LIF6 in the Exceptional Cancer Suppression of Elephants

Elephants and whales are in their own way just as interesting a target of study for cancer researchers as naked mole-rats. Cancer risk is a numbers game, based on incidence of mutation and capacity of cancer suppression mechanisms to destroy cancerous cells before they can form a tumor. Given that elephants have many more cells than humans, but a lower rate of cancer, what are the differences in cellular biochemistry that explain that outcome? Might any one or more of those differences form the basis for therapies in human medicine? It is a little early to say at this stage whether or not the comparative biology of cancer will lead to meaningful advances in control over human cancer, but a number of lines of research are underway in this part of the field.

An estimated 17 percent of humans worldwide die from cancer, but less than five percent of captive elephants - who also live for about 70 years, and have about 100 times as many potentially cancerous cells as humans - die from the disease. Humans, like all other animals, have one copy of the master tumor suppressor gene p53. This gene enables humans and elephants to recognize unrepaired DNA damage, a precursor of cancer. Then it causes those damaged cells to die. Unexpectedly, however, researchers found that elephants have 20 copies of p53. This makes their cells significantly more sensitive to damaged DNA and quicker to engage in cellular suicide.

Now, researchers describe a second element of this process: an anti-cancer gene that returned from the dead. "Genes duplicate all the time. Sometimes they make mistakes, producing non-functional versions known as pseudogenes." While studying p53 in elephants, researchers found a former pseudogene called leukemia inhibitory factor 6 (LIF6) that had somehow evolved a new on-switch. LIF6, back from the dead, had become a valuable working gene. Its function, when activated by p53, is to respond to damaged DNA by killing the cell. The LIF6 gene makes a protein that goes, quite rapidly, to the mitochondria, the cell's main energy source. That protein pokes holes in the mitochondria, causing the cell to die.

LIF6 seems to have emerged around the time when the fossil record indicates that the small groundhog-sized precursors of today's elephants began to grow bigger. This started about 25 to 30 million years ago. This supplementary method of suppressing cancer may have been a key element enabling enormous growth, which eventually led to modern elephants. Bigger animals have vastly more cells, and they tend to live longer, which means more time and opportunities to accumulate cancer-causing mutations. When those cells divide, their DNA makes copies of itself. But those copies don't match the original. Errors get introduced and the repair process can't catch up. "Large, long-lived animals must have evolved robust mechanisms to either suppress or eliminate cancerous cells in order to live as long as they do, and reach their adult sizes."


● YOUR GOAL
Send back all of the data, word for word.

● SOURCE DATA
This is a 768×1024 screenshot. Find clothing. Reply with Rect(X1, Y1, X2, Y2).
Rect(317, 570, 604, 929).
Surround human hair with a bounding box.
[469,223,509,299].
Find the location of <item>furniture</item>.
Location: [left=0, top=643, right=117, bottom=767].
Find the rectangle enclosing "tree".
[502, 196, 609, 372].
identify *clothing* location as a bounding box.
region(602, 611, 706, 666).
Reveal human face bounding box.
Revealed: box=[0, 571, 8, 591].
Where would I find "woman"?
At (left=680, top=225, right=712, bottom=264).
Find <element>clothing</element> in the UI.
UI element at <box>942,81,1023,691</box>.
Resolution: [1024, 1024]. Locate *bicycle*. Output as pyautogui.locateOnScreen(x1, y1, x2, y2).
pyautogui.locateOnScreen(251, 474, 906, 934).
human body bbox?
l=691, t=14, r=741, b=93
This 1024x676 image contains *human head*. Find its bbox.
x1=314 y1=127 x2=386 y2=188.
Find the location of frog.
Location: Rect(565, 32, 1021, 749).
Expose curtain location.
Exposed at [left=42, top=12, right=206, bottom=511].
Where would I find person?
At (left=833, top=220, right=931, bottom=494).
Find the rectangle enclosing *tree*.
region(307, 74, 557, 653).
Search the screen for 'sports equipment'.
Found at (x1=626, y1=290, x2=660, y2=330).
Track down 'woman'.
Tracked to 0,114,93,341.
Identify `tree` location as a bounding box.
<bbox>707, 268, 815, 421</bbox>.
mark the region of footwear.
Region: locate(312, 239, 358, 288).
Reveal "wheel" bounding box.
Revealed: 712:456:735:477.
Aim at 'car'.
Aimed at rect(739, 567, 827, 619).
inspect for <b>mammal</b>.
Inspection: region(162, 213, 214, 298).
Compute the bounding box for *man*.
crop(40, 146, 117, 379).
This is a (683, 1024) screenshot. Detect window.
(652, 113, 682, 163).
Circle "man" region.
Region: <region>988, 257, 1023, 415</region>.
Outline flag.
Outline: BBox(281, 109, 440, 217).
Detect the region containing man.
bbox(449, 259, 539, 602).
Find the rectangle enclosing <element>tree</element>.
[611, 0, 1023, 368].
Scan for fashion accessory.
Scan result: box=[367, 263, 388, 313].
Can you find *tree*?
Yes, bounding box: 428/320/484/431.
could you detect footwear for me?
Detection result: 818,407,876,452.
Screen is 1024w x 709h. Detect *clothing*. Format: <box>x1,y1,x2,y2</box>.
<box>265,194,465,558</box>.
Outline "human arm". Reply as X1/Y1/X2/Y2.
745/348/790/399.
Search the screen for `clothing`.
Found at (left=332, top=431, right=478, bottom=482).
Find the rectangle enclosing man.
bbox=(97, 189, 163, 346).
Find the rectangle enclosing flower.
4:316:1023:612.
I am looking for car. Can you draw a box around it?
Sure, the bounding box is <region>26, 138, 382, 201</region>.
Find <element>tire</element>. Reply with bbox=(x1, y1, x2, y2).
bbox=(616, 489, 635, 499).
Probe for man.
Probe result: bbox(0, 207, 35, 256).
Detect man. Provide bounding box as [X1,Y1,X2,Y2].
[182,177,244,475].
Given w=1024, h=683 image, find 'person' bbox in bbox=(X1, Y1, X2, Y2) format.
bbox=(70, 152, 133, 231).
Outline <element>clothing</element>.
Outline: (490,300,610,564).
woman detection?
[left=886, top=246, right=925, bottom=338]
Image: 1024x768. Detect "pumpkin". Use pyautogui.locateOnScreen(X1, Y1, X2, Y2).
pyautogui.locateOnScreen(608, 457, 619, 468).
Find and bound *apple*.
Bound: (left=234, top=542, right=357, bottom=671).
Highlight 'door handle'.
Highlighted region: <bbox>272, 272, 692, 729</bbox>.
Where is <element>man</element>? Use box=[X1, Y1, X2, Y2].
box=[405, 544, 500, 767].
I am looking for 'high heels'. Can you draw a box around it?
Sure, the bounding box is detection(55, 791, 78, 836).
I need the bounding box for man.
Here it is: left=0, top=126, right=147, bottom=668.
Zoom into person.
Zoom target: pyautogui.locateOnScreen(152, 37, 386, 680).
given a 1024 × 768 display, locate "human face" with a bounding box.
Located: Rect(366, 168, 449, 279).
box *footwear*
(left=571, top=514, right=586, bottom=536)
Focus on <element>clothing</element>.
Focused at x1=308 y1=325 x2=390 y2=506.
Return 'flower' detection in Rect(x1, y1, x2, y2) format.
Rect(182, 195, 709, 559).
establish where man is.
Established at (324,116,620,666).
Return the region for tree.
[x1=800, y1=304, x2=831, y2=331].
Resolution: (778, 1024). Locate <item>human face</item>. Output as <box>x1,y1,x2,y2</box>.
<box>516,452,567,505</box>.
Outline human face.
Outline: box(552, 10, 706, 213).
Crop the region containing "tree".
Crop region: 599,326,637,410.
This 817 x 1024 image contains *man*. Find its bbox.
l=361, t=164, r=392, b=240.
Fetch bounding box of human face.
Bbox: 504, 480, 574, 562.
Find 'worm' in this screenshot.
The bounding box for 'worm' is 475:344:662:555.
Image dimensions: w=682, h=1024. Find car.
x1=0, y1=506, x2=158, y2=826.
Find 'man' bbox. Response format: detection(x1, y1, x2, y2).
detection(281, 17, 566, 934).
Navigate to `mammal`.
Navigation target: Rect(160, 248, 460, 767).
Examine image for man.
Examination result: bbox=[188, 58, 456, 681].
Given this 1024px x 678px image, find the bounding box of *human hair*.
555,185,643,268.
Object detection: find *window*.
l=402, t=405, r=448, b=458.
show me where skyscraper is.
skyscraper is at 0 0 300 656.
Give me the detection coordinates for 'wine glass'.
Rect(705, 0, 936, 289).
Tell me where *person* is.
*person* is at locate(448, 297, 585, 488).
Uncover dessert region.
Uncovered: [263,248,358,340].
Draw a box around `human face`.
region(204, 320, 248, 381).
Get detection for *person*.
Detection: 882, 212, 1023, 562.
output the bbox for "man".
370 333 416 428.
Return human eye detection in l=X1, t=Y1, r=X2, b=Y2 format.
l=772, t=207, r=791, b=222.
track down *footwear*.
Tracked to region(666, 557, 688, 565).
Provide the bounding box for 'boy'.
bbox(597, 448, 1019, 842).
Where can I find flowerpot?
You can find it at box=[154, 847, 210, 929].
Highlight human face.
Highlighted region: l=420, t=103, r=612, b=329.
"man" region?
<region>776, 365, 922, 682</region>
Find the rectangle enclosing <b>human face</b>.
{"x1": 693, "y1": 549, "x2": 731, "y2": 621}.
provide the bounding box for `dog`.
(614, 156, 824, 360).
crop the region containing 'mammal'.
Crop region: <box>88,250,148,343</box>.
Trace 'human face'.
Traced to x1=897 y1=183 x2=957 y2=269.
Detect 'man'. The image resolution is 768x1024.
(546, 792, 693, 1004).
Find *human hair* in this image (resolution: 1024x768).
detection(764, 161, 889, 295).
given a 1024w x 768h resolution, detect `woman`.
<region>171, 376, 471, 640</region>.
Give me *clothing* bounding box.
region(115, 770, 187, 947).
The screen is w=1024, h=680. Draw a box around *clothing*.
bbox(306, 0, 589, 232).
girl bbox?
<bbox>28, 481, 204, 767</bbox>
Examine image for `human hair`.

● REPLY TO THE TASK
This is a 768×1024 screenshot. Find clothing. Reply with Rect(X1, Y1, X2, Y2).
Rect(317, 570, 604, 929).
Surround human hair with a bounding box.
[469,223,509,299].
Find the location of <item>furniture</item>.
Location: [left=0, top=643, right=117, bottom=767].
Find the rectangle enclosing "tree".
[502, 196, 609, 372].
identify *clothing* location as a bounding box.
region(602, 611, 706, 666).
Reveal human face bounding box.
Revealed: box=[0, 571, 8, 591].
Where would I find "woman"?
At (left=680, top=225, right=712, bottom=264).
Find <element>clothing</element> in the UI.
UI element at <box>942,81,1023,691</box>.
Resolution: [1024, 1024]. Locate *bicycle*. Output as pyautogui.locateOnScreen(x1, y1, x2, y2).
pyautogui.locateOnScreen(251, 474, 906, 934).
human body bbox?
l=691, t=14, r=741, b=93
This 1024x676 image contains *human head*. Find its bbox.
x1=314 y1=127 x2=386 y2=188.
Find the location of frog.
Location: Rect(565, 32, 1021, 749).
Expose curtain location.
Exposed at [left=42, top=12, right=206, bottom=511].
Where would I find person?
At (left=833, top=220, right=931, bottom=494).
Find the rectangle enclosing *tree*.
region(307, 74, 557, 653).
Search the screen for 'sports equipment'.
Found at (x1=626, y1=290, x2=660, y2=330).
Track down 'woman'.
Tracked to 0,114,93,341.
Identify `tree` location as a bounding box.
<bbox>707, 268, 815, 421</bbox>.
mark the region of footwear.
Region: locate(312, 239, 358, 288).
Reveal "wheel" bounding box.
Revealed: 712:456:735:477.
Aim at 'car'.
Aimed at rect(739, 567, 827, 619).
inspect for <b>mammal</b>.
Inspection: region(162, 213, 214, 298).
Compute the bounding box for *man*.
crop(40, 146, 117, 379).
This is a (683, 1024) screenshot. Detect window.
(652, 113, 682, 163).
Circle "man" region.
Region: <region>988, 257, 1023, 415</region>.
Outline flag.
Outline: BBox(281, 109, 440, 217).
Detect the region containing man.
bbox(449, 259, 539, 602).
Find the rectangle enclosing <element>tree</element>.
[611, 0, 1023, 368].
Scan for fashion accessory.
Scan result: box=[367, 263, 388, 313].
Can you find *tree*?
Yes, bounding box: 428/320/484/431.
could you detect footwear for me?
Detection result: 818,407,876,452.
Screen is 1024w x 709h. Detect *clothing*. Format: <box>x1,y1,x2,y2</box>.
<box>265,194,465,558</box>.
Outline "human arm". Reply as X1/Y1/X2/Y2.
745/348/790/399.
Search the screen for `clothing`.
Found at (left=332, top=431, right=478, bottom=482).
Find the rectangle enclosing man.
bbox=(97, 189, 163, 346).
Find the rectangle enclosing flower.
4:316:1023:612.
I am looking for car. Can you draw a box around it?
Sure, the bounding box is <region>26, 138, 382, 201</region>.
Find <element>tire</element>. Reply with bbox=(x1, y1, x2, y2).
bbox=(616, 489, 635, 499).
Probe for man.
Probe result: bbox(0, 207, 35, 256).
Detect man. Provide bounding box as [X1,Y1,X2,Y2].
[182,177,244,475].
Given w=1024, h=683 image, find 'person' bbox in bbox=(X1, Y1, X2, Y2) format.
bbox=(70, 152, 133, 231).
Outline <element>clothing</element>.
Outline: (490,300,610,564).
woman detection?
[left=886, top=246, right=925, bottom=338]
Image: 1024x768. Detect "pumpkin". Use pyautogui.locateOnScreen(X1, Y1, X2, Y2).
pyautogui.locateOnScreen(608, 457, 619, 468).
Find and bound *apple*.
Bound: (left=234, top=542, right=357, bottom=671).
Highlight 'door handle'.
Highlighted region: <bbox>272, 272, 692, 729</bbox>.
Where is <element>man</element>? Use box=[X1, Y1, X2, Y2].
box=[405, 544, 500, 767].
I am looking for 'high heels'. Can you draw a box around it?
Sure, the bounding box is detection(55, 791, 78, 836).
I need the bounding box for man.
Here it is: left=0, top=126, right=147, bottom=668.
Zoom into person.
Zoom target: pyautogui.locateOnScreen(152, 37, 386, 680).
given a 1024 × 768 display, locate "human face" with a bounding box.
Located: Rect(366, 168, 449, 279).
box *footwear*
(left=571, top=514, right=586, bottom=536)
Focus on <element>clothing</element>.
Focused at x1=308 y1=325 x2=390 y2=506.
Return 'flower' detection in Rect(x1, y1, x2, y2) format.
Rect(182, 195, 709, 559).
establish where man is.
Established at (324,116,620,666).
Return the region for tree.
[x1=800, y1=304, x2=831, y2=331].
Resolution: (778, 1024). Locate <item>human face</item>. Output as <box>x1,y1,x2,y2</box>.
<box>516,452,567,505</box>.
Outline human face.
Outline: box(552, 10, 706, 213).
Crop the region containing "tree".
Crop region: 599,326,637,410.
This 817 x 1024 image contains *man*. Find its bbox.
l=361, t=164, r=392, b=240.
Fetch bounding box of human face.
Bbox: 504, 480, 574, 562.
Find 'worm' in this screenshot.
The bounding box for 'worm' is 475:344:662:555.
Image dimensions: w=682, h=1024. Find car.
x1=0, y1=506, x2=158, y2=826.
Find 'man' bbox. Response format: detection(x1, y1, x2, y2).
detection(281, 17, 566, 934).
Navigate to `mammal`.
Navigation target: Rect(160, 248, 460, 767).
Examine image for man.
Examination result: bbox=[188, 58, 456, 681].
Given this 1024px x 678px image, find the bounding box of *human hair*.
555,185,643,268.
Object detection: find *window*.
l=402, t=405, r=448, b=458.
show me where skyscraper is.
skyscraper is at 0 0 300 656.
Give me the detection coordinates for 'wine glass'.
Rect(705, 0, 936, 289).
Tell me where *person* is.
*person* is at locate(448, 297, 585, 488).
Uncover dessert region.
Uncovered: [263,248,358,340].
Draw a box around `human face`.
region(204, 320, 248, 381).
Get detection for *person*.
Detection: 882, 212, 1023, 562.
output the bbox for "man".
370 333 416 428.
Return human eye detection in l=X1, t=Y1, r=X2, b=Y2 format.
l=772, t=207, r=791, b=222.
track down *footwear*.
Tracked to region(666, 557, 688, 565).
Provide the bounding box for 'boy'.
bbox(597, 448, 1019, 842).
Where can I find flowerpot?
You can find it at box=[154, 847, 210, 929].
Highlight human face.
Highlighted region: l=420, t=103, r=612, b=329.
"man" region?
<region>776, 365, 922, 682</region>
Find the rectangle enclosing <b>human face</b>.
{"x1": 693, "y1": 549, "x2": 731, "y2": 621}.
provide the bounding box for `dog`.
(614, 156, 824, 360).
crop the region containing 'mammal'.
Crop region: <box>88,250,148,343</box>.
Trace 'human face'.
Traced to x1=897 y1=183 x2=957 y2=269.
Detect 'man'. The image resolution is 768x1024.
(546, 792, 693, 1004).
Find *human hair* in this image (resolution: 1024x768).
detection(764, 161, 889, 295).
given a 1024w x 768h resolution, detect `woman`.
<region>171, 376, 471, 640</region>.
Give me *clothing* bounding box.
region(115, 770, 187, 947).
The screen is w=1024, h=680. Draw a box around *clothing*.
bbox(306, 0, 589, 232).
girl bbox?
<bbox>28, 481, 204, 767</bbox>
Examine image for `human hair`.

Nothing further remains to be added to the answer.